Sunnyvale, California — Relentlessly striving to keep pace with its competitors, and as the holiday season is just round the corner, internet pioneer Yahoo is tweaking its search experience today, has revealed some new vertical search features creating a new ribbon near the top of results with photos and interactive elements for queries about recipes, shopping and entertainment searches.
Now, when you search Yahoo for a recipe or gift this holiday season, you might be surprised by what you see. If someone enter a search term for “turkey recipe,” for example, they will be greeted with a selection of recipes and product searchers with interactive, image-based windows atop the search results that they can scroll through above the more traditional links, which will continue to show up to save them time on their internet quests.
With Yahoo taking control of its stock, the new search application functions like an instruction-books for recipe and product queries, letting you segregate and compare results, and they even let you log in to Facebook from the search page and share your favorite findings with friends.
Yahoo believes that when users search for recipes, their intent is pretty clear. So it wants to present them with information they can use more quickly.
“We are focused on giving our users answers, not links,” said Caroline Tsay, senior director of search management at Yahoo.
The new look at Yahoo for results from a “Turkey Recipe” search. (Credit: Yahoo)
From those recipe results, users can then sort by ingredients. They can also go to a new recipe search page, which enables them to separate their query even more, selecting a specific type of diet, for example, such as vegetarian or diabetic. Also, the shopping vertical utilizes a similar approach, with the window and the tab.
The search revisions are especially interesting because of how much they are customized to the searcher’s intent, with an altogether different presentation from the usual list of search results. There is also a lot of social media sharing and discovery baked into each new experience. Recipe and product results encourage the searcher to engage his or her Facebook friends, and entertainment results leverage Yahoo’s partnership with Twitter to create a real-time environment that Google can not replicate.
“Yahoo has amazing content in almost every major category like sports, finance, local, celebrities, movies, television, music, shopping etc. In the past we have used this content for properties like Yahoo Sports, but never really used it for Search,” Shashi Seth, Yahoo SVP of Search and Marketplaces, said in a statement. “Now we have started building a parallel index called the content index, which provides every bit of information about entities. We are using this content index to build these amazing experiences.”
Moreover, “The new entertainment results on Yahoo! Search present you with immediate answers about your favorite movies, music artists, celebrities and news stories,” the company says. “To read latest news, watch a popular video, or even see what people are saying in the Twittersphere, find it all in one convenient place within Yahoo Search.”
When asked if Bing’s search index plays a role in the results for these verticals, Tsay, mentioned, “Bing does not play any role in these new experiences. We use our own technology to find the content — from across the web and from our partners — users are looking for, and assemble them into these new user experiences.”
“We may reveal more vertical search tabs for specialized content, depending on what our users are looking for,” she says. “Any new vertical search tabs will automatically appear based on the user’s search term and the search results content.”
In addition, a similar looking ribbon appears when users type in queries related to product searches. Type in “digital camera,” for example, and the ribbon displays a variety of cameras available from online retailers. Users can filter those results, from inside the ribbon, limiting to, say, point-and-shoot cameras.
The new search features are only available in the United States for now, though Yahoo plans to roll out the capabilities more broadly over time.
However, this updates also come at an important time. Holiday recipe and product queries will be on rise and Yahoo’s functionality could help it attract valuable online shoppers away from Google.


:: What the task asks ::
The entries below are to be restated exactly, and their images are to be omitted.

:: Record set ::
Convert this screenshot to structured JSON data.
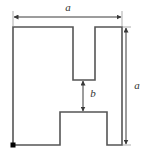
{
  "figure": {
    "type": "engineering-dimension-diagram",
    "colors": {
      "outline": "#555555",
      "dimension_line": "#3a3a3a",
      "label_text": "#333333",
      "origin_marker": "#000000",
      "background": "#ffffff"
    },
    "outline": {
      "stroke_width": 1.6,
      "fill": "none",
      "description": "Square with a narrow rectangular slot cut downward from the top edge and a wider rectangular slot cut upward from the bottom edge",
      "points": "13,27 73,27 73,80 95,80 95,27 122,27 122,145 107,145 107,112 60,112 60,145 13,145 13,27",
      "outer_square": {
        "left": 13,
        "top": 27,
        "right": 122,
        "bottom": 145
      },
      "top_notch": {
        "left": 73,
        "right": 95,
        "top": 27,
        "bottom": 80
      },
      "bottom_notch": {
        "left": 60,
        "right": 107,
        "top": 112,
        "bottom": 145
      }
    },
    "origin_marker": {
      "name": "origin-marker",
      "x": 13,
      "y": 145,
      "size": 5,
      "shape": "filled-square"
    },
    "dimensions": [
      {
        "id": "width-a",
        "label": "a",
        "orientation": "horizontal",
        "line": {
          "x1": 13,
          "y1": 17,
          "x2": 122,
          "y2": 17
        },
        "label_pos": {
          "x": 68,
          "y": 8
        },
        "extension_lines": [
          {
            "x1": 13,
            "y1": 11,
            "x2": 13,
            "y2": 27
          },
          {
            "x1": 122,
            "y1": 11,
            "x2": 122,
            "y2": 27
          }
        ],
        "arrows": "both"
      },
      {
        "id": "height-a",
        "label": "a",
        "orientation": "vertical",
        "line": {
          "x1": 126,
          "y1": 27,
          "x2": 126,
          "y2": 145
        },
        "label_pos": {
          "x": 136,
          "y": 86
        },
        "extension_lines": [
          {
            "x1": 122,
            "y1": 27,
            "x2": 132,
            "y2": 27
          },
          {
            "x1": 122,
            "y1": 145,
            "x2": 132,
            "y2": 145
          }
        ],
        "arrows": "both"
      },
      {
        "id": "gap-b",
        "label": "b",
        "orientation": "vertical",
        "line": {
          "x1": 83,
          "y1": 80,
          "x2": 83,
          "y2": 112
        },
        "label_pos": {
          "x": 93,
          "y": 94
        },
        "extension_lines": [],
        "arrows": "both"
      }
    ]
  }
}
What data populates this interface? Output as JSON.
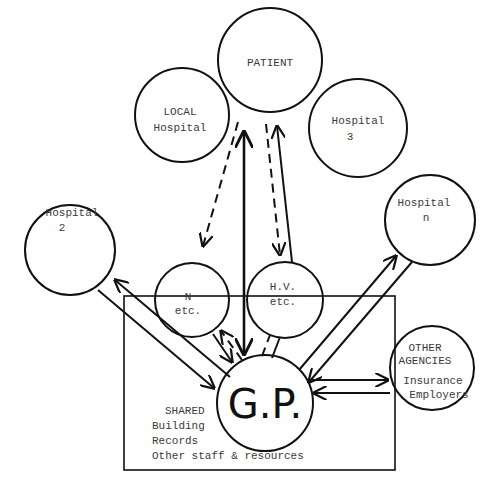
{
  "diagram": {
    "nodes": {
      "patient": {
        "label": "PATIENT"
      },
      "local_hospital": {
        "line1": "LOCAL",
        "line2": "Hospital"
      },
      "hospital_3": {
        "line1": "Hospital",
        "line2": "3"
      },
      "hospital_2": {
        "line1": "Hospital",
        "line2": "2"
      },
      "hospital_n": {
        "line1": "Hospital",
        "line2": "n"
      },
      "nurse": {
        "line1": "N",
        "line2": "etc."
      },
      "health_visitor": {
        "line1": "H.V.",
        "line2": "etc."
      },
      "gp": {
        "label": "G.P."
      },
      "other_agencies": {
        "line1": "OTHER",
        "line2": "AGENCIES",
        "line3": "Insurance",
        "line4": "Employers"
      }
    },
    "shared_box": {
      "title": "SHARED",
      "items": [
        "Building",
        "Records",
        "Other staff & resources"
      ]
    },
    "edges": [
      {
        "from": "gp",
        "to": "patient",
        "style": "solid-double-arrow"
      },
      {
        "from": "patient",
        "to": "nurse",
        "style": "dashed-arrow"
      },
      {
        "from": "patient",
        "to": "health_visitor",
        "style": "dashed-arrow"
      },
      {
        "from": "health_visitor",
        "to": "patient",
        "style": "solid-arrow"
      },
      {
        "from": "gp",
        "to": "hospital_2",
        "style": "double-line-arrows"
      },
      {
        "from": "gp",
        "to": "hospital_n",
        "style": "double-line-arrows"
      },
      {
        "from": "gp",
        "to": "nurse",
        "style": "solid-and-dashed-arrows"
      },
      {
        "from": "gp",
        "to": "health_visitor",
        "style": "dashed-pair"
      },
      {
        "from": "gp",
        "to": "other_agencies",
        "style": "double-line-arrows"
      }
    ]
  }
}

:: Your response ::
Convert this screenshot to structured JSON data.
{
  "figure": {
    "type": "engineering-dimension-diagram",
    "colors": {
      "outline": "#555555",
      "dimension_line": "#3a3a3a",
      "label_text": "#333333",
      "origin_marker": "#000000",
      "background": "#ffffff"
    },
    "outline": {
      "stroke_width": 1.6,
      "fill": "none",
      "description": "Square with a narrow rectangular slot cut downward from the top edge and a wider rectangular slot cut upward from the bottom edge",
      "points": "13,27 73,27 73,80 95,80 95,27 122,27 122,145 107,145 107,112 60,112 60,145 13,145 13,27",
      "outer_square": {
        "left": 13,
        "top": 27,
        "right": 122,
        "bottom": 145
      },
      "top_notch": {
        "left": 73,
        "right": 95,
        "top": 27,
        "bottom": 80
      },
      "bottom_notch": {
        "left": 60,
        "right": 107,
        "top": 112,
        "bottom": 145
      }
    },
    "origin_marker": {
      "name": "origin-marker",
      "x": 13,
      "y": 145,
      "size": 5,
      "shape": "filled-square"
    },
    "dimensions": [
      {
        "id": "width-a",
        "label": "a",
        "orientation": "horizontal",
        "line": {
          "x1": 13,
          "y1": 17,
          "x2": 122,
          "y2": 17
        },
        "label_pos": {
          "x": 68,
          "y": 8
        },
        "extension_lines": [
          {
            "x1": 13,
            "y1": 11,
            "x2": 13,
            "y2": 27
          },
          {
            "x1": 122,
            "y1": 11,
            "x2": 122,
            "y2": 27
          }
        ],
        "arrows": "both"
      },
      {
        "id": "height-a",
        "label": "a",
        "orientation": "vertical",
        "line": {
          "x1": 126,
          "y1": 27,
          "x2": 126,
          "y2": 145
        },
        "label_pos": {
          "x": 136,
          "y": 86
        },
        "extension_lines": [
          {
            "x1": 122,
            "y1": 27,
            "x2": 132,
            "y2": 27
          },
          {
            "x1": 122,
            "y1": 145,
            "x2": 132,
            "y2": 145
          }
        ],
        "arrows": "both"
      },
      {
        "id": "gap-b",
        "label": "b",
        "orientation": "vertical",
        "line": {
          "x1": 83,
          "y1": 80,
          "x2": 83,
          "y2": 112
        },
        "label_pos": {
          "x": 93,
          "y": 94
        },
        "extension_lines": [],
        "arrows": "both"
      }
    ]
  }
}
What data populates this interface? Output as JSON.
{
  "diagram": {
    "nodes": {
      "patient": {
        "label": "PATIENT"
      },
      "local_hospital": {
        "line1": "LOCAL",
        "line2": "Hospital"
      },
      "hospital_3": {
        "line1": "Hospital",
        "line2": "3"
      },
      "hospital_2": {
        "line1": "Hospital",
        "line2": "2"
      },
      "hospital_n": {
        "line1": "Hospital",
        "line2": "n"
      },
      "nurse": {
        "line1": "N",
        "line2": "etc."
      },
      "health_visitor": {
        "line1": "H.V.",
        "line2": "etc."
      },
      "gp": {
        "label": "G.P."
      },
      "other_agencies": {
        "line1": "OTHER",
        "line2": "AGENCIES",
        "line3": "Insurance",
        "line4": "Employers"
      }
    },
    "shared_box": {
      "title": "SHARED",
      "items": [
        "Building",
        "Records",
        "Other staff & resources"
      ]
    },
    "edges": [
      {
        "from": "gp",
        "to": "patient",
        "style": "solid-double-arrow"
      },
      {
        "from": "patient",
        "to": "nurse",
        "style": "dashed-arrow"
      },
      {
        "from": "patient",
        "to": "health_visitor",
        "style": "dashed-arrow"
      },
      {
        "from": "health_visitor",
        "to": "patient",
        "style": "solid-arrow"
      },
      {
        "from": "gp",
        "to": "hospital_2",
        "style": "double-line-arrows"
      },
      {
        "from": "gp",
        "to": "hospital_n",
        "style": "double-line-arrows"
      },
      {
        "from": "gp",
        "to": "nurse",
        "style": "solid-and-dashed-arrows"
      },
      {
        "from": "gp",
        "to": "health_visitor",
        "style": "dashed-pair"
      },
      {
        "from": "gp",
        "to": "other_agencies",
        "style": "double-line-arrows"
      }
    ]
  }
}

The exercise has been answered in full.